The DFP article also says that the total delinquency comes to some $118 million; that is for 150,086 delinquent accounts, which comes to an average of $782.45 for each delinquent customer. That’s a little over 10 months delinquent – how is it that they let the delinquencies get that out of hand before trying to collect them? Also, to start a payment plan, you have to come up with somewhere between 30 and 50 percent of the outstanding balance, which on average here would be between about $260 and $375. That could be an impossible amount of money for someone who can barely make ends meet. Has there been any effort to try to implement more affordable payment plans for low income residents?

I suspect there is more to this than either this TPM post or the DFP article is saying. And aha! Yes, it appears that is indeed the case – Al Jazeera is somewhat more informative. It appears that the basic problem is that with the city becoming increasingly de-populated, there are fewer and fewer customers of the utility among whom to divide the costs of an aging and now too-large infrastructure, and they have increased the per-customer charges to compensate for it. And that likely means charging more to the people who can least afford it – the ones who are still in the city because they cannot afford to move out of it.

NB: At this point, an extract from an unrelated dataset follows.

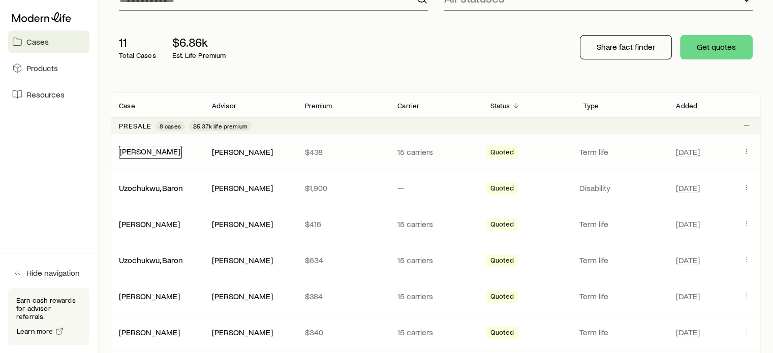 The width and height of the screenshot is (773, 353). I want to click on span: 8 cases, so click(170, 126).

The groups accuse DWSD of charging unaffordable rates to Detroit citizens, and placing the burden of the city’s fleeing tax base on its poorest residents. They say DWSD is trying to rid itself of low-income customers in a bid to make the utility more attractive for a private takeover. DWSD denies the charge. But the city has acknowledged that at least a partial privatization of DWSD is being considered as Detroit attempts to shed some of its $18 billion in debt. DWSD accounts for $5 billion of that sum.

And I was right to think that $75/month was high:

At the same time that the utility has financially faltered, it has raised rates significantly. According to activists, the rate for residential customers has doubled in the last 10 years. The average bill is now $75 a month, according to the Free Press, much higher than the nation’s average rate of about $40.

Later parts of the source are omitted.